March 9, 2022

Teenage Life after COVID…..

When COVID switches from pandemic to endemic.

When it’s like the flu.

Normal will feel like a walk in the Garden of Eden. But what about the teenagers? What will happen to them after COVID? Are they going to need to bust out big time, to play their Get-Out-of-Jail card like it’s the last card they’ll ever be dealt?

Do we need to worry about our teens abusing drugs and alcohol, becoming hormonally crazed, dramatic and sexually over-active,  and making impulsive decisions? That all sounds like pretty normal teen behaviour.

The difference with the COVID cohort of teens is how much they’ve  missed out on at such a crucial time developmentally. Let’s neither belabour the past nor whine about COVID. That’s so 2021. Instead, what can parents of teens do to cushion their landing in the land of normal?

First off, start talking about it with your teen. Yesterday. Actually I don’t mean talk. I mean listen. Intently. It will be hard not to lecture them on the minefields that await them out there in the world. But zip it. Sit on your hands. The more you talk, the less they will. Just ask them what will be hard or weird, and then sit quietly and listen some more.

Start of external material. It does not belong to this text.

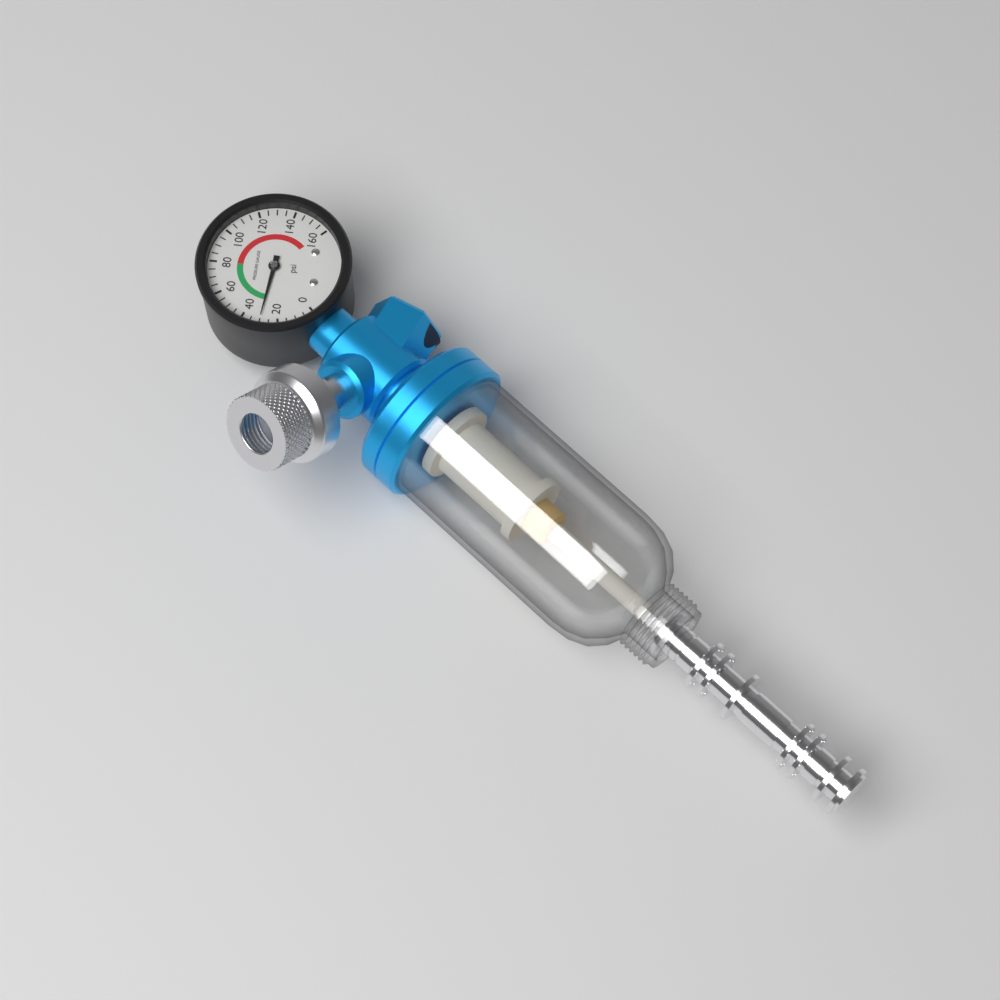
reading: 30 psi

Why is this  commitment to  listening more important than ever? Because for all teens, their teen DNA drives them towards separation from their parents – towards independence. But for the COVID teen cohort, because they’ve lost two years of practicing independence, their drive to separate is going to be more…..  More what? More everything. More urgent. More dramatic. More excessive. More confused.  And more challenging for parents. Which makes our listening more urgent – because we have no other weapons in the fight to maintain communication.

Every engagement with a teen is fertile ground for their incessantly triggered feelings of disempowerment. I often feel, when listening intently to teens, that they’re looking to play the blame game, to catch me disempowering them. Which makes 100% emotional sense in teenworld. If they can catch us disempowering them, they can then get mad at us, and SHAZAM, that anger, to them, is an act of separation. Their most pressing developmental task.

With the post-COVID teen, this is bound to happen. And not be pretty. With March Break looming, we need to be ready for….. the unknown but the partially predictable.

It’s normal for teens to vacillate wildly between their baby self and their adult self.

This looks like hanging up their coat, clearing the table, and speaking in multi-syllabic words when they go to a friend’s house for dinner. That’s their adult self. Upon arriving home, they revert to a Cro-Magnon style of communication. Grunts. Coats on floor. Chores? Not so much. Home is where they feel safest. And can regress.

Advanced reasoning skills? Out the window whenever parents set a limit. Say no to a teen and their baby self comes out swinging. Baby self responds to limits with yelling and/or sulking, often garnished with ad nauseum repeated never-stopping arguments that would do a litigator proud.

This is the normal.

Factor in two years of COVID, and we can expect our teens to do exactly what teens do: Oscillate wildly between their baby and adult selves, except that the oscillations will likely be even more exciting post COVID. More dramatic, more challenging. Many teens are more vulnerable now, which will cause their baby self to surface more often and be more….. babyish. This will be horribly annoying for parents, and sometimes scary. Think back to the Terrible Two’s. You survived that and you will survive this. It’s not abnormal post COVID. I{t’s just more.

Your most powerful survival tool: Get a Q-TIP. Quit Taking It Personally. That simple. This is not about you.